On the longest wall two oil paintings of horses hung side by side. Between the windows on the shorter walls hung bird prints, mostly waterfowl. One of them was a magnificent print of a loon, done in deep dull purple and black. Like the other rooms in the house, all the items in Mona Aspen’s bedroom were also yellow-tagged.

“Pretty, isn’t it?”

The voice came from the stairs.

I whirled toward it. Mona’s nephew, Nicholas Hill, was standing at the top of the stairs. His sudden appearance frightened me. For a moment I remembered that feathered hat on Fifth Avenue. Or had it been someone else? He wasn’t wearing a feathered hat now. He was wearing nothing peculiar except for a very old-fashioned tie with some kind of insignia on it.

I fought back my fear, telling myself it was stupid. Why did I think he would harm me? Did I think he was the one who had driven that pickup truck? Jo had said he was a heavy gambler, but that didn’t mean he would murder his aunt. I remembered how grief-stricken he had been after his aunt’s death. I remembered how he and Jo had embraced spontaneously over their loss.

He walked into the room toward one of the windows, and his slow, almost lumbering gait kept me on edge. Weren’t gamblers supposed to be chipper, nervous little men? For a moment I caught myself measuring his build, wondering if he could hang people on door hooks. But no, that was silly.

If he had been following me that day on Fifth Avenue—if the hat with the feather in it had been his—then maybe he was in the room now to finish something. His hands seemed even more powerful to me than when I had first met him in the barn, cleaning a shovel.

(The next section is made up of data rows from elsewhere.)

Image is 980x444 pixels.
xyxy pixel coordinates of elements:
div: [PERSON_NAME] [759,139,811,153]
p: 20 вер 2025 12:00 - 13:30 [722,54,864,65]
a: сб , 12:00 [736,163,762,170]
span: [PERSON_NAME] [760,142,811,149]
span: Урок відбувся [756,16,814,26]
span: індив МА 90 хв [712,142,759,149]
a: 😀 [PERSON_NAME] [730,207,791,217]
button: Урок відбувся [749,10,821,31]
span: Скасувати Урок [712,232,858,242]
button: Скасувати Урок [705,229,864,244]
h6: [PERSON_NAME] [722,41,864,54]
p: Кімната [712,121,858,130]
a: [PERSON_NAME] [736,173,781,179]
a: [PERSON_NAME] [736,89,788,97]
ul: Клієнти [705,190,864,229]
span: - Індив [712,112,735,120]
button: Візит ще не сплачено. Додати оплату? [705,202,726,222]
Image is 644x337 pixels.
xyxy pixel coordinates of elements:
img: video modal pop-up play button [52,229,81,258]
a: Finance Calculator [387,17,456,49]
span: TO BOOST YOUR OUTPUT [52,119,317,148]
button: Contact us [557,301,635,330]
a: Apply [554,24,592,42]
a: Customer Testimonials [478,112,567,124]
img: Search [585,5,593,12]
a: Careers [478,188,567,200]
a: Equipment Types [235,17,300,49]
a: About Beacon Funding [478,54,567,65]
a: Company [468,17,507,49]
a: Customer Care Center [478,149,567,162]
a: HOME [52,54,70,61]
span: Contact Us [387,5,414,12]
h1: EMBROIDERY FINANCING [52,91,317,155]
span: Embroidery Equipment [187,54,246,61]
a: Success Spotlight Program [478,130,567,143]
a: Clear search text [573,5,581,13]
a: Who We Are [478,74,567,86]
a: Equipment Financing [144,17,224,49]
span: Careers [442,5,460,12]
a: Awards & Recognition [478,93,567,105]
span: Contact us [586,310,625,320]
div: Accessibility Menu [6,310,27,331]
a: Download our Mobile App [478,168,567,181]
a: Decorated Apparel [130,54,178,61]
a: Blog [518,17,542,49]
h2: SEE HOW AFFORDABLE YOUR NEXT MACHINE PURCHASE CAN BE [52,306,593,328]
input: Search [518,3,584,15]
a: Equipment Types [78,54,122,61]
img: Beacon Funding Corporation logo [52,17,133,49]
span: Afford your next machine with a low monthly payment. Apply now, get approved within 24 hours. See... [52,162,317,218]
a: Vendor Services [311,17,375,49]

“Do you like those?” he asked, pointing at the two horse paintings.

I looked at the paintings again. For the first time I noticed that the space next to one of the paintings was slightly paler. A third painting had obviously hung on the wall there. Had it been sold?

“Yes, I like them, but I doubt if I could afford either one,” I replied. “Or those waterfowl prints.”

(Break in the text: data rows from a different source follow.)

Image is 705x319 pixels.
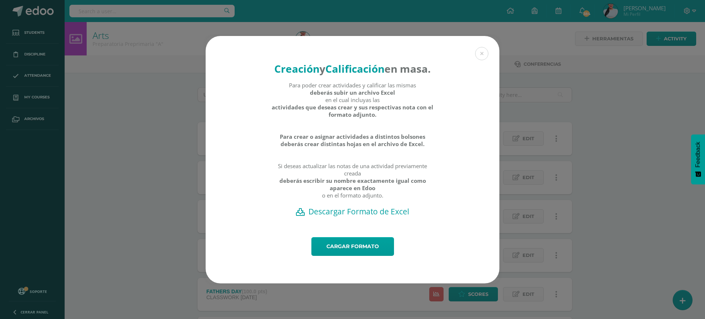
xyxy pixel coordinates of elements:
[274,62,319,76] strong: Creación
[475,47,488,60] button: Close (Esc)
[271,62,434,76] h4: en masa.
[271,81,434,206] div: Para poder crear actividades y calificar las mismas en el cual incluyas las Si deseas actualizar ...
[271,177,434,192] strong: deberás escribir su nombre exactamente igual como aparece en Edoo
[691,134,705,184] button: Feedback - Mostrar encuesta
[694,142,701,167] span: Feedback
[218,206,486,217] a: Descargar Formato de Excel
[319,62,325,76] strong: y
[271,133,434,148] strong: Para crear o asignar actividades a distintos bolsones deberás crear distintas hojas en el archivo...
[325,62,384,76] strong: Calificación
[271,104,434,118] strong: actividades que deseas crear y sus respectivas nota con el formato adjunto.
[311,237,394,256] a: Cargar formato
[310,89,395,96] strong: deberás subir un archivo Excel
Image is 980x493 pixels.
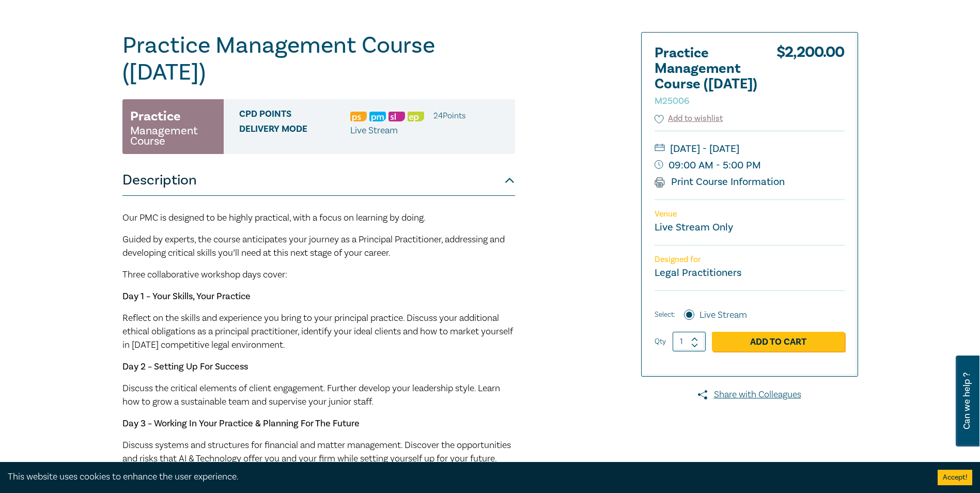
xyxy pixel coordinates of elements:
h1: Practice Management Course ([DATE]) [123,32,515,86]
span: CPD Points [239,109,350,123]
button: Description [123,165,515,196]
strong: Day 3 – Working In Your Practice & Planning For The Future [123,418,360,429]
img: Substantive Law [389,112,405,121]
strong: Day 1 – Your Skills, Your Practice [123,291,251,302]
h2: Practice Management Course ([DATE]) [654,46,768,108]
input: 1 [672,332,706,351]
img: Ethics & Professional Responsibility [407,112,424,121]
strong: Day 2 – Setting Up For Success [123,361,248,373]
span: Guided by experts, the course anticipates your journey as a Principal Practitioner, addressing an... [123,233,505,259]
span: Three collaborative workshop days cover: [123,269,287,280]
a: Print Course Information [654,175,785,189]
span: Discuss systems and structures for financial and matter management. Discover the opportunities an... [123,440,511,465]
li: 24 Point s [433,109,465,123]
h3: Practice [130,107,181,126]
span: Delivery Mode [239,124,350,137]
p: Venue [654,210,845,219]
small: 09:00 AM - 5:00 PM [654,157,845,173]
small: Management Course [130,126,216,146]
div: $ 2,200.00 [776,46,845,113]
span: Live Stream [350,124,398,137]
img: Practice Management & Business Skills [369,112,386,121]
a: Live Stream Only [654,220,733,234]
small: [DATE] - [DATE] [654,141,845,157]
label: Qty [654,336,666,348]
span: Our PMC is designed to be highly practical, with a focus on learning by doing. [123,212,425,224]
button: Accept cookies [937,470,972,486]
span: Reflect on the skills and experience you bring to your principal practice. Discuss your additiona... [123,312,513,351]
small: M25006 [654,95,689,107]
small: Legal Practitioners [654,266,741,280]
img: Professional Skills [350,112,367,121]
a: Add to Cart [712,332,845,351]
div: This website uses cookies to enhance the user experience. [8,471,922,484]
span: Select: [654,309,675,320]
p: Designed for [654,255,845,265]
a: Share with Colleagues [641,388,858,402]
label: Live Stream [700,309,747,322]
span: Can we help ? [962,362,971,440]
button: Add to wishlist [654,113,723,124]
span: Discuss the critical elements of client engagement. Further develop your leadership style. Learn ... [123,382,500,408]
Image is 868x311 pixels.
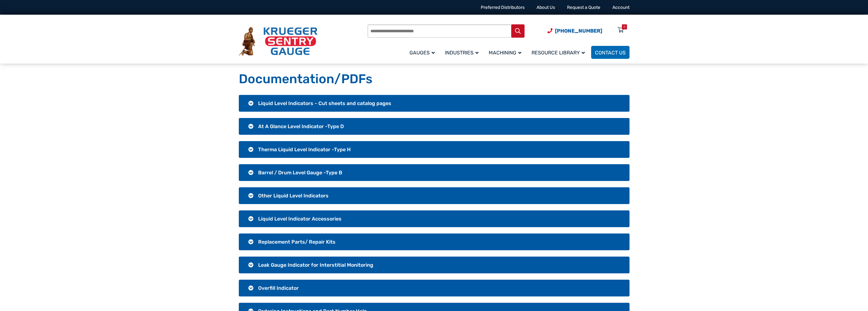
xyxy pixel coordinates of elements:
[445,50,479,56] span: Industries
[239,27,317,56] img: Krueger Sentry Gauge
[489,50,521,56] span: Machining
[595,50,625,56] span: Contact Us
[528,45,591,59] a: Resource Library
[612,5,629,10] a: Account
[258,216,341,222] span: Liquid Level Indicator Accessories
[555,28,602,33] span: [PHONE_NUMBER]
[258,123,344,130] span: At A Glance Level Indicator -Type D
[258,262,373,268] span: Leak Gauge Indicator for Interstitial Monitoring
[258,285,298,292] span: Overfill Indicator
[258,240,335,245] span: Replacement Parts/ Repair Kits
[405,45,441,59] a: Gauges
[536,5,555,10] a: About Us
[547,27,602,35] a: Phone Number (920) 434-8860
[258,147,350,152] span: Therma Liquid Level Indicator -Type H
[485,45,528,59] a: Machining
[409,50,435,56] span: Gauges
[258,100,391,107] span: Liquid Level Indicators - Cut sheets and catalog pages
[258,193,328,199] span: Other Liquid Level Indicators
[591,45,629,58] a: Contact Us
[532,50,585,56] span: Resource Library
[258,170,342,175] span: Barrel / Drum Level Gauge -Type B
[239,71,629,87] h1: Documentation/PDFs
[624,24,625,30] div: 0
[567,5,600,10] a: Request a Quote
[441,45,485,59] a: Industries
[480,5,524,10] a: Preferred Distributors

Nicholas nodded and edged closer to the paintings. “My aunt loved these paintings. They were done by Becker. He painted those horses as they were chewing grass in the big field behind the second barn.”

“They were your aunt’s horses?” I asked.

“Oh, God, no. These are famous racehorses. The first one is Lord Kelvin. The other one is Ask Me No Questions. Both are multiple-stakes winners. Mona just took care of them for a while. One had a bucked shin. The other . . . I forget. Mona nursed them back to health. When they got back to the racetrack, they did nothing but win.”

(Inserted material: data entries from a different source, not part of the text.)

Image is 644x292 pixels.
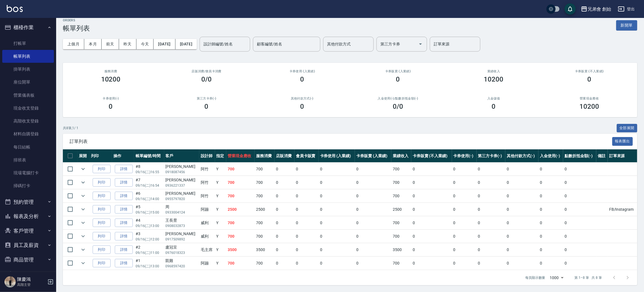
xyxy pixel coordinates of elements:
td: 0 [477,176,506,189]
td: 700 [255,230,275,243]
h2: 其他付款方式(-) [261,97,343,100]
button: 全部展開 [617,124,638,133]
td: 0 [539,243,563,257]
h3: 10200 [484,76,504,83]
td: 0 [355,243,391,257]
td: #1 [134,257,164,270]
th: 服務消費 [255,150,275,162]
div: [PERSON_NAME] [165,177,198,183]
th: 卡券販賣 (入業績) [355,150,391,162]
td: 0 [539,176,563,189]
td: 0 [452,257,477,270]
td: 0 [319,189,355,203]
button: 報表匯出 [612,137,633,146]
td: 0 [506,203,539,216]
td: 0 [295,230,319,243]
td: 0 [295,162,319,176]
td: 0 [477,189,506,203]
td: 0 [295,257,319,270]
p: 高階主管 [17,282,46,287]
h3: 服務消費 [70,70,152,73]
td: 0 [319,230,355,243]
td: 700 [255,257,275,270]
td: 0 [539,189,563,203]
p: 09/16 (二) 13:00 [136,223,163,228]
td: 0 [506,257,539,270]
td: 0 [563,162,596,176]
h2: 業績收入 [453,70,535,73]
td: Y [215,189,226,203]
th: 指定 [215,150,226,162]
a: 掃碼打卡 [2,179,54,192]
td: FB/Instagram [608,203,638,216]
button: expand row [79,178,88,187]
td: 2500 [255,203,275,216]
a: 詳情 [115,219,133,227]
div: [PERSON_NAME] [165,164,198,170]
button: 兄弟會 創始 [579,3,614,15]
td: 0 [412,203,452,216]
td: 0 [355,216,391,230]
td: 0 [412,176,452,189]
td: Y [215,230,226,243]
p: 0908032873 [165,223,198,228]
td: 0 [563,203,596,216]
td: 0 [563,243,596,257]
td: 0 [275,230,295,243]
h3: 0 /0 [393,103,403,110]
p: 09/16 (二) 12:00 [136,237,163,242]
h3: 0 [301,76,304,83]
p: 第 1–8 筆 共 8 筆 [575,276,602,281]
td: 威利 [199,216,215,230]
a: 材料自購登錄 [2,128,54,141]
td: 0 [563,230,596,243]
td: Y [215,162,226,176]
div: 兄弟會 創始 [588,5,611,13]
td: 阿蹦 [199,203,215,216]
td: 0 [452,176,477,189]
td: Y [215,176,226,189]
button: expand row [79,205,88,214]
td: 0 [275,162,295,176]
td: 0 [506,176,539,189]
h3: 10200 [580,103,600,110]
th: 訂單來源 [608,150,638,162]
td: Y [215,257,226,270]
h3: 0 [205,103,209,110]
h3: 0 [396,76,400,83]
th: 備註 [596,150,608,162]
td: 0 [355,189,391,203]
button: 新開單 [616,20,638,31]
td: #4 [134,216,164,230]
th: 第三方卡券(-) [477,150,506,162]
a: 現場電腦打卡 [2,167,54,179]
h3: 帳單列表 [63,24,90,32]
td: 0 [477,230,506,243]
button: 列印 [93,232,110,241]
button: save [565,3,576,15]
a: 掛單列表 [2,63,54,76]
h2: 營業現金應收 [549,97,631,100]
p: 09/16 (二) 13:00 [136,264,163,269]
td: 700 [255,176,275,189]
p: 0933004124 [165,210,198,215]
td: 0 [275,203,295,216]
td: 阿竹 [199,176,215,189]
td: 0 [563,189,596,203]
td: 0 [355,162,391,176]
td: 0 [319,203,355,216]
button: expand row [79,219,88,227]
td: 0 [412,230,452,243]
td: 0 [563,176,596,189]
h2: 卡券販賣 (入業績) [357,70,439,73]
td: 0 [539,162,563,176]
td: 0 [295,189,319,203]
td: 0 [412,257,452,270]
td: 700 [391,162,412,176]
td: 0 [355,176,391,189]
button: 本月 [84,39,102,49]
h3: 10200 [101,76,121,83]
td: 0 [452,216,477,230]
td: 0 [506,243,539,257]
th: 卡券使用(-) [452,150,477,162]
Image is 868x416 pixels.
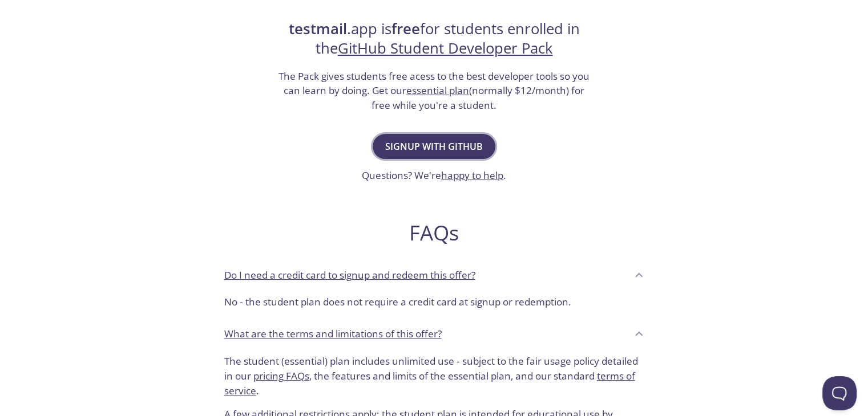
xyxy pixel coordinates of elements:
[224,354,644,398] p: The student (essential) plan includes unlimited use - subject to the fair usage policy detailed i...
[215,319,653,350] div: What are the terms and limitations of this offer?
[289,19,347,39] strong: testmail
[392,19,420,39] strong: free
[277,20,591,59] h2: .app is for students enrolled in the
[822,377,856,410] iframe: Help Scout Beacon - Open
[277,69,591,113] h3: The Pack gives students free acess to the best developer tools so you can learn by doing. Get our...
[224,295,644,310] p: No - the student plan does not require a credit card at signup or redemption.
[224,369,635,398] a: terms of service
[215,290,653,319] div: Do I need a credit card to signup and redeem this offer?
[406,84,469,97] a: essential plan
[337,38,553,58] a: GitHub Student Developer Pack
[441,169,503,182] a: happy to help
[253,369,309,383] a: pricing FAQs
[224,268,475,283] p: Do I need a credit card to signup and redeem this offer?
[215,220,653,246] h2: FAQs
[224,327,441,342] p: What are the terms and limitations of this offer?
[361,168,506,183] h3: Questions? We're .
[215,259,653,290] div: Do I need a credit card to signup and redeem this offer?
[385,139,483,155] span: Signup with GitHub
[373,134,495,159] button: Signup with GitHub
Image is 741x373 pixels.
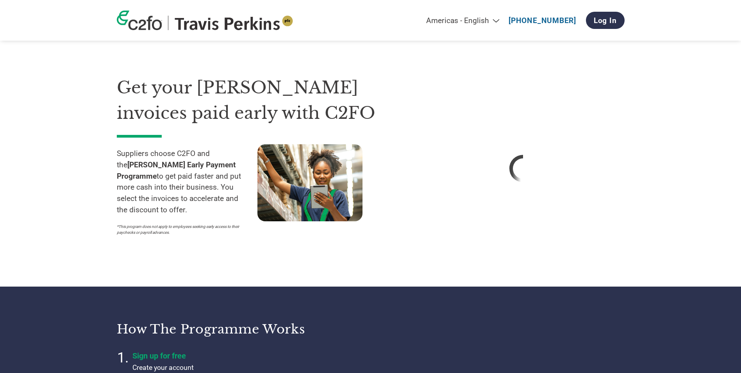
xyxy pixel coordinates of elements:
[508,16,576,25] a: [PHONE_NUMBER]
[257,144,362,221] img: supply chain worker
[132,351,328,360] h4: Sign up for free
[132,362,328,372] p: Create your account
[117,75,398,125] h1: Get your [PERSON_NAME] invoices paid early with C2FO
[117,160,236,180] strong: [PERSON_NAME] Early Payment Programme
[117,223,250,235] p: *This program does not apply to employees seeking early access to their paychecks or payroll adva...
[174,16,293,30] img: Travis Perkins
[117,11,162,30] img: c2fo logo
[117,321,361,337] h3: How the programme works
[117,148,257,216] p: Suppliers choose C2FO and the to get paid faster and put more cash into their business. You selec...
[586,12,624,29] a: Log In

He shoved his hands into his pockets angrily and turned, as if he had committed a felony by reminiscing. “But, as I think I told you before,” he continued, “my aunt only liked wounded things. So once they got better, she couldn’t have cared less.”

He was very close to me now and I began to feel apprehensive once again. I heard the sound of footsteps on the stairs. Then the steps reversed themselves and the sounds vanished.

“I have to get back to Jo,” I said.

“Then go,” he retorted bitterly, as if I was betraying him in some manner. I slipped past him and down the steps.

By the time I finished accompanying Jo throughout the rest of the house, I was totally exhausted. I was sorry I had agreed to come out, even though I knew that Jo had considered it a reinstatement of the friendship. I begged off on Jo’s request that I come back to the Starobin house, so she dropped me reluctantly at the Long Island Rail Road station.